Following extensive consultation across the country, the Government of Rwanda presented its Vision 2020 Umurenge, a flagship programme that constitutes the overall framework for the country’s long-term development. The programme’s key objectives are to transform the rural economy by modernizing agriculture, and to reduce the overall incidence of poverty to 30 per cent of the population. By 2020, the goals are to triple agricultural production, to multiply exports fivefold and to reduce the proportion of the population living on agriculture to 50 per cent.

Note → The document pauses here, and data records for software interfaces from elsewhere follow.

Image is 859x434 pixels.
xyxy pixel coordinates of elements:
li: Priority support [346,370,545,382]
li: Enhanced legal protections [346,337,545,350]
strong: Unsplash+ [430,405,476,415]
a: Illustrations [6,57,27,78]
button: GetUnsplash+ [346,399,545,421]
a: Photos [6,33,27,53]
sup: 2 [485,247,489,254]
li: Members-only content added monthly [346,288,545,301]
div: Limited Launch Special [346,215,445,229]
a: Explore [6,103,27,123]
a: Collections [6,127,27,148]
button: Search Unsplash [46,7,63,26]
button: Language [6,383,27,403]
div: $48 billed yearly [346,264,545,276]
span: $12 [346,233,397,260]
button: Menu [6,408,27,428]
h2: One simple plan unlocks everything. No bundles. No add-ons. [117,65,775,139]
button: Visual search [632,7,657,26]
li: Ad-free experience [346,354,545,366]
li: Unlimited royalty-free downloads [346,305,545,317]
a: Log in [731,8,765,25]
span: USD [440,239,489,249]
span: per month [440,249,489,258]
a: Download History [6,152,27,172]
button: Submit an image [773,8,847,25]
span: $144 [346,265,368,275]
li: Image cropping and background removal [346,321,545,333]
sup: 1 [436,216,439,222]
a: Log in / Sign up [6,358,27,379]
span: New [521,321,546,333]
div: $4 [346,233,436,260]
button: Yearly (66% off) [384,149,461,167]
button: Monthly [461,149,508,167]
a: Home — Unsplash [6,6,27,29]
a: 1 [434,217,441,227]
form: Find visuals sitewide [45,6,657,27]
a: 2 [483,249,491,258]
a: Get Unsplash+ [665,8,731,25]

Although poverty reduction and agricultural development formed an important part of Rwanda’s poverty reduction strategy paper (PRSP) for 2001–2005, the allocation of resources was uneven, with agriculture receiving only 0.2 per cent of resources, compared with 4 per cent and 2 per cent, respectively, allocated for education and health. And although agricultural growth in past years was positive, it fell short of targets. The main constraints were limited access to improved inputs and financial services, increased erosion accompanied by loss of fertility, and relative drought in some parts of the country.

In 2006 and 2007, the government conducted several studies and surveys (in particular, the 2006 household survey) as a basis for reviewing PRSP performance. The main conclusion was that the country needed to intensify its efforts to modernize and increase its investments in economic growth. As a result, a new poverty reduction strategy – the Economic Development and Poverty Reduction Strategy (EDPRS) – was formulated. The strategy covers a five-year (2007–2011) planning sphere for Rwanda’s medium- and long-term development and contains three flagship programmes related to export-led growth, Vision 2020 Umurenge, and governance. The programmes, which have helped guide the choice of IFAD’s main activities in Rwanda, are directly relevant both to the agricultural sector and to rural poverty reduction.

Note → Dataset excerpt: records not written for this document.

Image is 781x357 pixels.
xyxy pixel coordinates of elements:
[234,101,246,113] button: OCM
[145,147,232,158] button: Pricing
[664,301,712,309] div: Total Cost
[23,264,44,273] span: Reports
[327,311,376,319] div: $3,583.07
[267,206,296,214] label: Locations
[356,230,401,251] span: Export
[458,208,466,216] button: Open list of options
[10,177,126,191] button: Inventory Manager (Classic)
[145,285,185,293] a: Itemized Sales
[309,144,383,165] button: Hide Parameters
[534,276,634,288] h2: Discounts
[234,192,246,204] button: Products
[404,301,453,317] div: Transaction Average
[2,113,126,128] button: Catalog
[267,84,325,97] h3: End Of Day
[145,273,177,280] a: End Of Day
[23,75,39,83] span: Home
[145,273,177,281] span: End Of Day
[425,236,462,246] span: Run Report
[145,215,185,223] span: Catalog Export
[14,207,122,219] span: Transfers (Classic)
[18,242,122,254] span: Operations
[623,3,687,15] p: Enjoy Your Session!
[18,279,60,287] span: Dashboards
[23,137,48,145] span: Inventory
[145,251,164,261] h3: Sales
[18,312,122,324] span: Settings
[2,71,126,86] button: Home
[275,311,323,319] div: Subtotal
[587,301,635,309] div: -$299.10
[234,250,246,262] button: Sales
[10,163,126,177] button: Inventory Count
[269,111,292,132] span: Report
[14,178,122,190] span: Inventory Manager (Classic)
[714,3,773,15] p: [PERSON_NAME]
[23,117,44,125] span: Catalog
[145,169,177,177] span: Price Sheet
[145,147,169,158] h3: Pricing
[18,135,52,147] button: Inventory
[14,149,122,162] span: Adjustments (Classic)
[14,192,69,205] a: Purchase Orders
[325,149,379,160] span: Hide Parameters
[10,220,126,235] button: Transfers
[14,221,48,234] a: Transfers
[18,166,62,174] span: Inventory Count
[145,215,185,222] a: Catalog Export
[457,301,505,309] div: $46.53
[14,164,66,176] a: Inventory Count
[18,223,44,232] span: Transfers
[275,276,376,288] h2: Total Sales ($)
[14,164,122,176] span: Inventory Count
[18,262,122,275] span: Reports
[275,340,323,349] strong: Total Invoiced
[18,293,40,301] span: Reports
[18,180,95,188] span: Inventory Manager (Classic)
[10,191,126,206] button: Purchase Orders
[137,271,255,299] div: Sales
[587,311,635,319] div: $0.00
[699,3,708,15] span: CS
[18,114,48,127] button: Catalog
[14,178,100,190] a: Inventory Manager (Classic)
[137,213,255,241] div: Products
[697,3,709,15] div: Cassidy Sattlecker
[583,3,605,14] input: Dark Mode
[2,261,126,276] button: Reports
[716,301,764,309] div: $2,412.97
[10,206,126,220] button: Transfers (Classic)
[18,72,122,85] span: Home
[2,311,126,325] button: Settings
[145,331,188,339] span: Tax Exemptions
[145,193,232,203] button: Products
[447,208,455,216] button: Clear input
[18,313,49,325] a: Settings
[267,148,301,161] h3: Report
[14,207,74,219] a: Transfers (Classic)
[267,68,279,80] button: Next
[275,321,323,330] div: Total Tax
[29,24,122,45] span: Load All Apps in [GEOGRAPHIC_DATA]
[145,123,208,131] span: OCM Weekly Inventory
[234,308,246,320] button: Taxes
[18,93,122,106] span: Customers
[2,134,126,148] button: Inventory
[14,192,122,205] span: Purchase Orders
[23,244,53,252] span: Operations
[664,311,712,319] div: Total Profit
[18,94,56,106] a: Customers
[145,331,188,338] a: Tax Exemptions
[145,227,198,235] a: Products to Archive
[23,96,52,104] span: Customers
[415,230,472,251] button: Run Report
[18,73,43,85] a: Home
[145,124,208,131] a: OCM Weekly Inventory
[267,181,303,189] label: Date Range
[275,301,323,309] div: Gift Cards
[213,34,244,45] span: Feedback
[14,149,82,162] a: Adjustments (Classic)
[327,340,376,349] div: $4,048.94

The EDPRS also builds on the country’s Strategic Plan for the Transformation of Agriculture (PSTA), which was prepared by IFAD in collaboration with the Netherlands and the Department for International Development (DFID) of the United Kingdom. The PSTA aims to transform subsistence farming into market-oriented agriculture through a concerted pro-poor approach involving the administration, producers, support services, civil society and the private sector.

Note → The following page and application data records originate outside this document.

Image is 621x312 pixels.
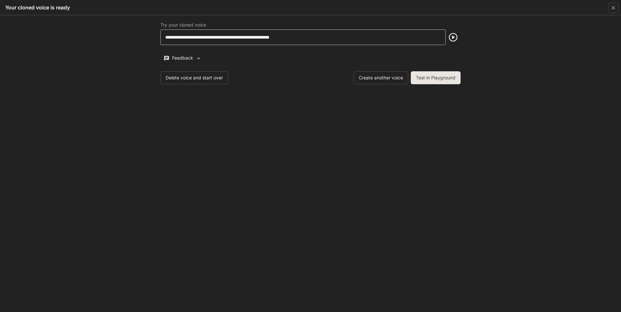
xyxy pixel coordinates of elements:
[411,71,461,84] button: Test in Playground
[354,71,408,84] button: Create another voice
[161,53,205,63] button: Feedback
[161,71,228,84] button: Delete voice and start over
[161,23,206,27] p: Try your cloned voice
[5,4,70,11] h5: Your cloned voice is ready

Based on the PSTA, in 2005 the Ministry of Agriculture and Animal Resources (MINAGRI) adopted a medium-term expenditure framework that laid the groundwork for an agriculture sector-wide approach (SWAp), which was launched in the country at the end of 2008, after the policy update in the form of the PSTA II had been agreed upon. The sector-wide approach offers important strategies for reducing rural poverty and is endorsed by the Paris Declaration on Aid Effectiveness of 2005, to which IFAD is a committed signatory.